Patterns

The patterns in the input are written using regular expressions in the style of lex, with a more Caml-like syntax. These are:

  • 'c': match the character ‘c’. The character constant is the same syntax as Objective Caml character.
  • _: (underscore) match any character.
  • eof: match an end-of-file .
  • "foo": the literal string “foo”. The syntax is the same syntax as Objective Caml string constants.
  • ['x' 'y' 'z']: character set; in this case, the pattern matches either an ‘x’, a ‘y’, or a ‘z’ .
  • ['a' 'b' 'j'-'o' 'Z']: character set with a range in it; ranges of characters ‘c1’ - ‘c2’ (all characters between c1 and c2, inclusive); in this case, the pattern matches an ‘a’, a ‘b’, any letter from ‘j’ through ‘o’, or a ‘Z’.
  • [^ 'A'-'Z']: a negated character set, i.e., any character but those in the class. In this case, any character EXCEPT an uppercase letter.
  • [^ 'A'-'Z' '\n']: any character EXCEPT an uppercase letter or a newline
  • r*: zero or more r’s, where r is any regular expression
  • r+: one or more r’s, where r is any regular expression
  • r?: zero or one r’s, where r is any regular expression (that is, “an optional r”)
  • ident: the expansion of the “ident” defined by an earlier let ident = regexp definition.
  • (r): match an r; parentheses are used to override precedence (see below)
  • rs: the regular expression r followed by the regular expression s; called “concatenation”
  • r|s: either an r or an s
  • r#s: match the difference of the two specified character sets.
  • r as ident: bind the string matched by r to identifier ident

The regular expressions listed above are grouped according to precedence, from highest precedence at the top to lowest at the bottom; ‘*’ and ‘+’ have highest precedence, followed by ‘?’, ‘concatenation’, ‘|’, and then ‘as’. For example,

"foo" | "bar"*

is the same as

("foo")|("bar"*)

since the ‘*’ operator has higher precedence than than alternation (‘|’). This pattern therefore matches either the string “foo” or zero-or-more of the string “bar”.

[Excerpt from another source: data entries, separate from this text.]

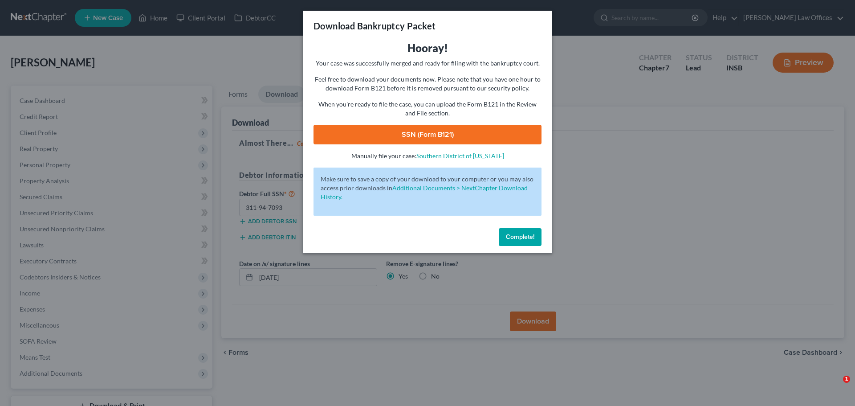  I want to click on button: Complete!, so click(520, 237). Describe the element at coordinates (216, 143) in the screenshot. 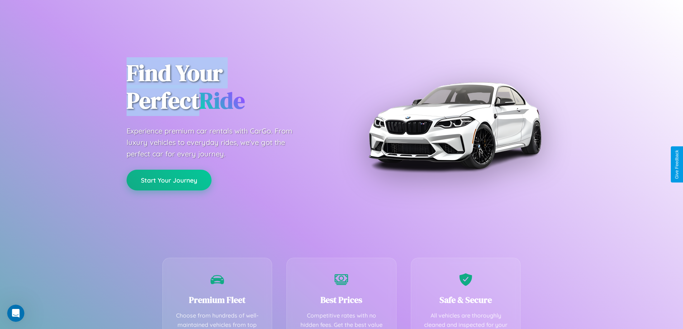

I see `p: Experience premium car rentals with CarGo. From luxury vehicles to everyday rides, we've got the ...` at that location.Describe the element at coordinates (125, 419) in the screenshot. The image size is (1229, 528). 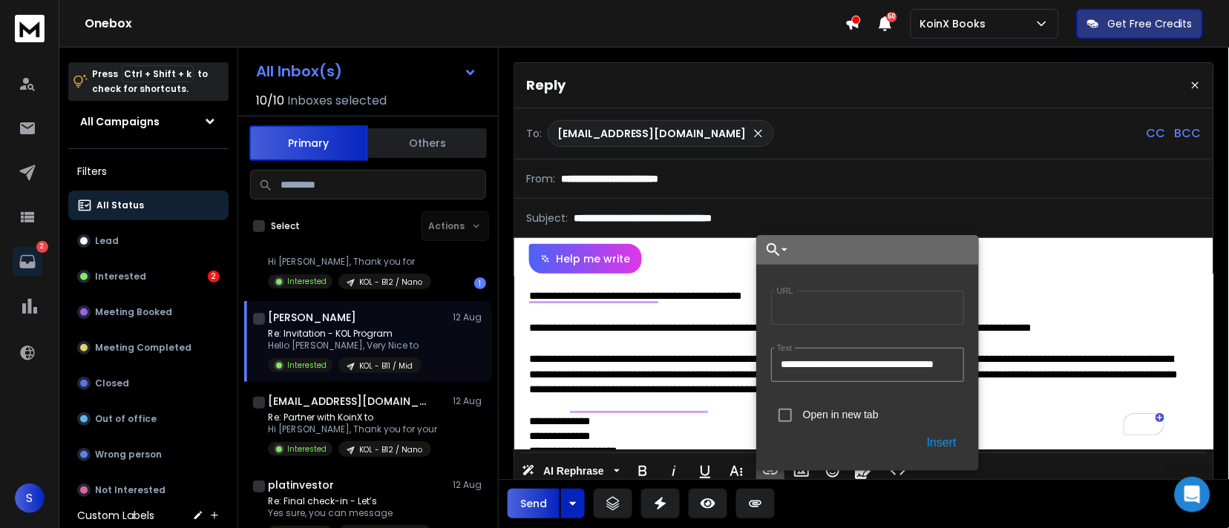
I see `p: Out of office` at that location. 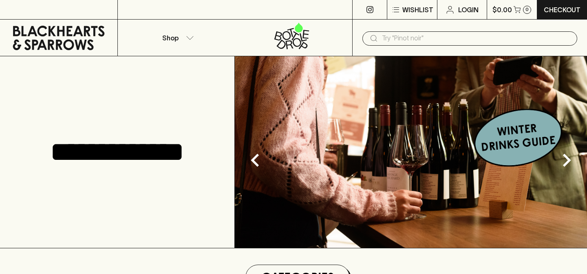 I want to click on p: Login, so click(x=469, y=10).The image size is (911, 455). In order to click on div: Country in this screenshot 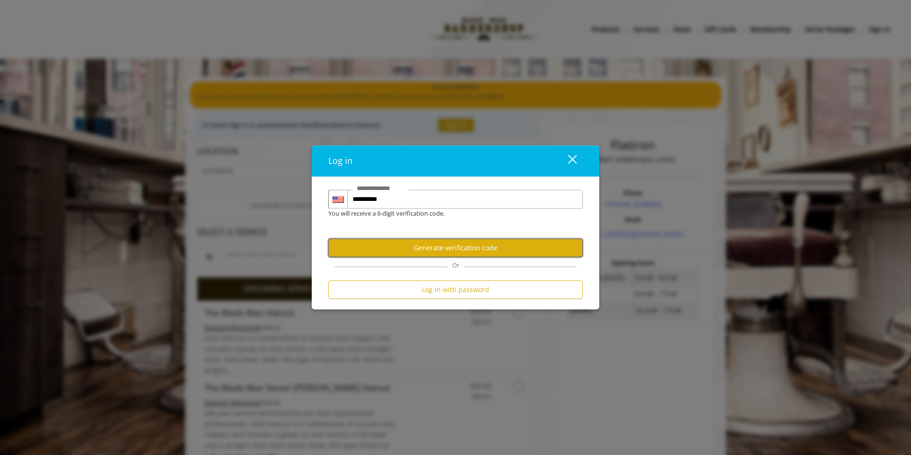, I will do `click(338, 199)`.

To match zero-or-more “foo”’s-or-“bar”’s:

("foo"|"bar")*

A negated character set such as the example “[^ ‘A’-‘Z’]” above will match a newline unless “\n” (or an equivalent escape sequence) is one of the characters explicitly present in the negated character set (e.g., “[^ ‘A’-‘Z’ ‘\n’]“). This is unlike how many other regular expression tools treat negated character set, but unfortunately the inconsistency is historically entrenched. Matching newlines means that a pattern like [^“]* can match the entire input unless there’s another quote in the input.